۱۳۹۶ فروردین ۲, چهارشنبه

Marx: Hit and Myth

Alex Callinicos

Marx: Hit and Myth

(February 1999)


From Socialist Review, No.227, February 1999.
Copyright © 1999 Socialist Review.
Copied with thanks from REDS – Die Roten.
Marked up by Einde O’ Callaghan for the Encyclopaedia of Trotskyism On-Line (ETOL).

Having been treated like a dead dog for most of the 1990s, Karl Marx is back in fashion. Over the past year or so commentators in establishment organs such as the Financial Times and the New Yorker have carried pieces affirming the relevance of Marx’s thought to the contemporary world. It is rare that a week passes without the economic pages of the Guardian making at least one reference to Marx’s critique of capitalism.
Indeed, as Bill Clinton famously put it, “it’s the economy, stupid” that explains the revival in Marx’s reputation. While world capitalism appeared to have triumphed in the first half of the 1990s, Marx was ignored. Now that the world economy is in increasingly deep trouble, his works are being dusted off again.
Yet there is in many ways less to this return to Marx than meets the eye. Despite the greater respect and attention with which he is now treated, the substance of his thought is still largely discounted. Thus the Guardian’s Victor Keegan wrote at the start of January that he’d like to have one of those One-2-One talks with Marx, but then went on to argue, “What would really have astonished Marx is the resilience of the market system, which seems to have survived yet another crisis.”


| EXERCISE AIM |
Return all lines from the listing below in which "position" appears.

| THE INPUT |
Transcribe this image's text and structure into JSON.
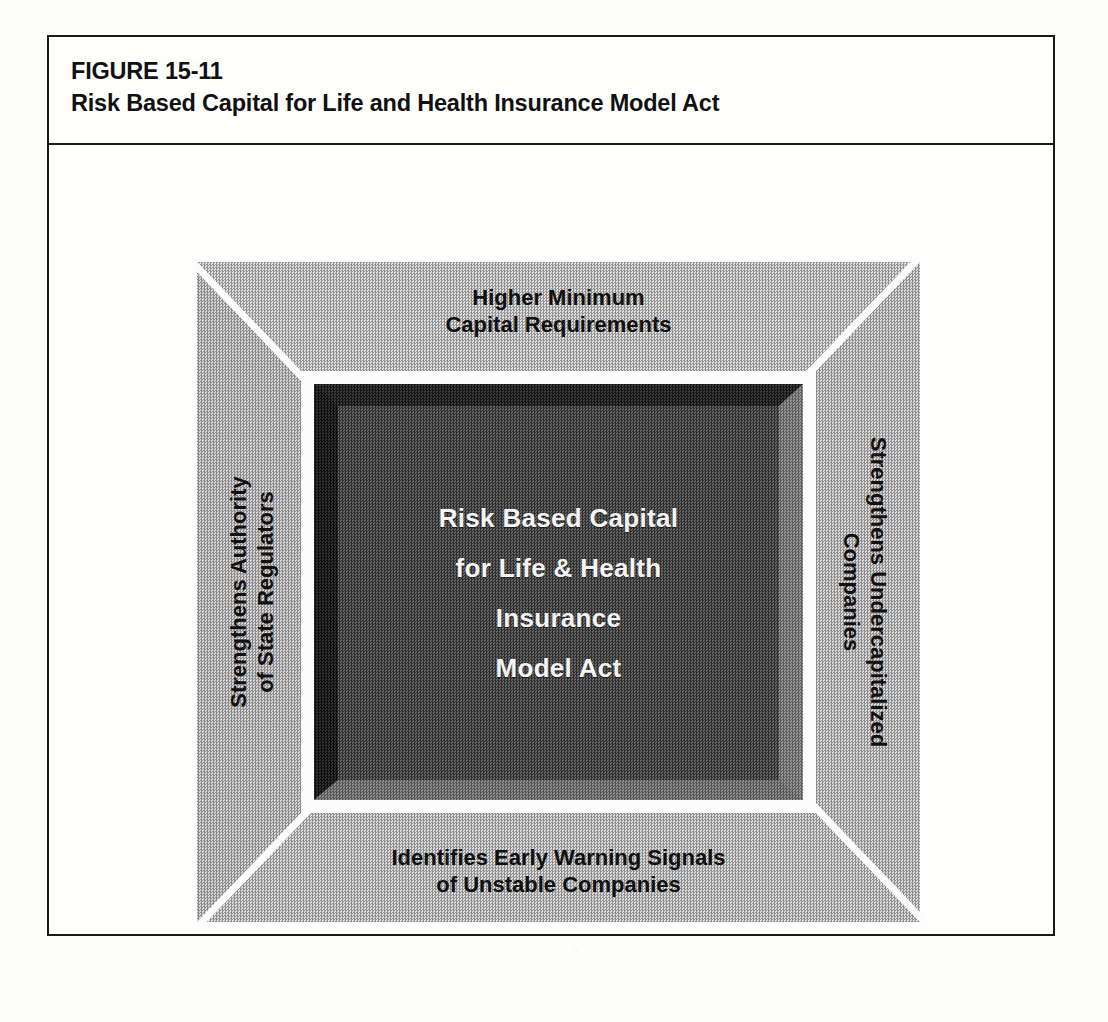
{
  "figure": {
    "number": "FIGURE 15-11",
    "caption": "Risk Based Capital for Life and Health Insurance Model Act"
  },
  "diagram": {
    "type": "framed-concept-box",
    "center": {
      "lines": [
        "Risk Based Capital",
        "for Life & Health",
        "Insurance",
        "Model Act"
      ]
    },
    "panels": {
      "top": {
        "position": "top",
        "lines": [
          "Higher Minimum",
          "Capital Requirements"
        ]
      },
      "right": {
        "position": "right",
        "rotation": "90",
        "lines": [
          "Strengthens Undercapitalized",
          "Companies"
        ]
      },
      "bottom": {
        "position": "bottom",
        "lines": [
          "Identifies Early Warning Signals",
          "of Unstable Companies"
        ]
      },
      "left": {
        "position": "left",
        "rotation": "-90",
        "lines": [
          "Strengthens Authority",
          "of State Regulators"
        ]
      }
    }
  },
  "colors": {
    "page_background": "#fdfdfc",
    "border": "#1a1a1a",
    "frame_gray": "#b9b9b9",
    "well_dark": "#3b3b3b",
    "well_text": "#f4f4f4",
    "label_text": "#111111"
  }
}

| OUTPUT FOR THIS TASK |
        "position": "top",
        "position": "right",
        "position": "bottom",
        "position": "left",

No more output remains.